When we as Christians take Jeremiah’s
words and read them on Christ the King Sunday, we are often just using them to
lend prophetic support to the Christian claim that Jesus is God’s chosen
Messiah, the Davidic ruler to whom the Hebrew texts refer. When we do this, we
are reducing prophecy to mere “prediction,” and any meaning and context
concerning kingship and righteousness in Israel disappears beneath our Christian
meaning. Without realizing it, it is easy for us to become like the Roman
soldiers in today’s gospel, snipping the image of “King of the Jews” out of
context and pasting it above the Cross, not mocking our Lord, but disregarding
Jeremiah and his people.
What does it mean, then, for us Christians to use this text about justice
and righteousness to help us in our understanding of Jesus as our King? It
seems to me as if these words should mean more than just an evolution of kingship
from Israel’s “bad kings” to the eternal reign of Jesus Christ, a “good king.” It
should be more than praising Jesus as the king who finally gets it right, who
finally saves his people. I think this
text from Jeremiah asks us to turn our eyes from the king to us, his subjects.
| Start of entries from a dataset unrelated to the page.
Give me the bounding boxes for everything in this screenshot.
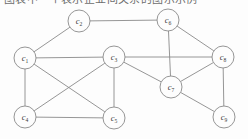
graph-node-c6[interactable]: c6: [157, 9, 179, 31]
enterprise-relation-graph: c1c2c3c4c5c6c7c8c9: [0, 0, 248, 139]
graph-edge-c8-c9: [223, 68, 224, 106]
graph-edge-c1-c3: [36, 57, 103, 58]
edge-layer: [25, 20, 224, 118]
graph-edge-c1-c2: [34, 27, 70, 52]
graph-edge-c3-c7: [124, 62, 162, 82]
graph-node-c4[interactable]: c4: [14, 106, 36, 128]
graph-node-c2[interactable]: c2: [68, 10, 90, 32]
graph-edge-c4-c5: [36, 117, 103, 118]
graph-node-c9[interactable]: c9: [213, 106, 235, 128]
graph-node-c5[interactable]: c5: [103, 107, 125, 129]
graph-edge-c3-c4: [34, 63, 105, 111]
graph-edge-c6-c7: [168, 31, 170, 76]
graph-node-c3[interactable]: c3: [103, 46, 125, 68]
graph-edge-c7-c8: [181, 63, 214, 82]
figure-canvas: 图表中一个表示企业间关系的图示示例 c1c2c3c4c5c6c7c8c9: [0, 0, 248, 139]
graph-node-c1[interactable]: c1: [14, 47, 36, 69]
graph-edge-c6-c8: [177, 26, 214, 51]
graph-edge-c1-c5: [34, 64, 105, 112]
graph-edge-c2-c6: [90, 20, 157, 21]
graph-edge-c7-c9: [181, 92, 215, 111]
graph-node-c7[interactable]: c7: [160, 76, 182, 98]
graph-node-c8[interactable]: c8: [212, 46, 234, 68]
For Jeremiah, the king sets the example by which the people as a whole are to
live. By appropriating the promise made to Israel for a just and righteous king, we
are also accepting the task laid on the people of God, the task to lead lives
of justice and righteousness ourselves. By calling Jesus our King, we are
calling ourselves his people, subject not to our own desires but subject to the
rule that he establishes: a rule of justice, a rule of love.
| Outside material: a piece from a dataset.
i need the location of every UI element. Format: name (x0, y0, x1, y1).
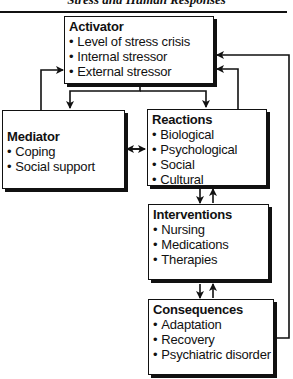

Such an understanding of our text turns
us away from the image of King to the image of Kingdom. I might have trouble
picturing an invisible King, somehow sitting on a Heavenly Throne, the Logos
through whom the Father speaks all things into being. But I don’t have trouble
picturing the place, the Kingdom that Jesus establishes in his living and his
dying, the Kingdom that Jesus asks us to enter. It is a Kingdom like we heard
about last week in which no one suffers, in which everyone has enough to eat,
in which death and pain are no more. I don’t have trouble picturing that place
at all. I see it in the little glimpses of that future Kingdom: the caring
nurse in the hospital; the helpers in Peoria, Illinois that Rob described to me
this week after his work there; the miracle of birth; the saving miracle of new
birth in baptism; God’s people gathered each week at this altar.
The criminal hanging beside Jesus on
the Cross, who understands him only as Israel’s Messiah, expects him to leap
off of the Cross and save him through violent earthly strength. The other
criminal, however, does not even address Jesus as King, or Lord, or Messiah.
“Jesus,” he says, calling his savior by his given name-- the only time anyone
ever addresses Jesus by his first name alone in the whole Bible. This criminal
does not try to name Jesus as King. He merely asks to be remembered into the
Kingdom. And Jesus welcomes him.
The great preacher William Sloane Coffin once
said: “It's a profound
Christian conviction that we all belong one to another, every one of us on the
face of the Earth -- from the pope to the loneliest wino, and that's the way
God made us.” The prophet Jeremiah would agree. And then Coffin adds, “Christ
died to keep us that way… For every serious believer the question arises: Who
is big enough to love the whole world?”[1]
For me, the answer to “Who is Christ
the King?” can never be a statement. The only statements that our human
imaginations allow us to make are about the Kingdom and our invitation into it.
For me, the answer to “Who is Christ the
King” must be another question, “Who is big enough to love the whole world?” I bet
that if that seminary intern had asked the children that question, he would have
gotten the answers that he was looking for.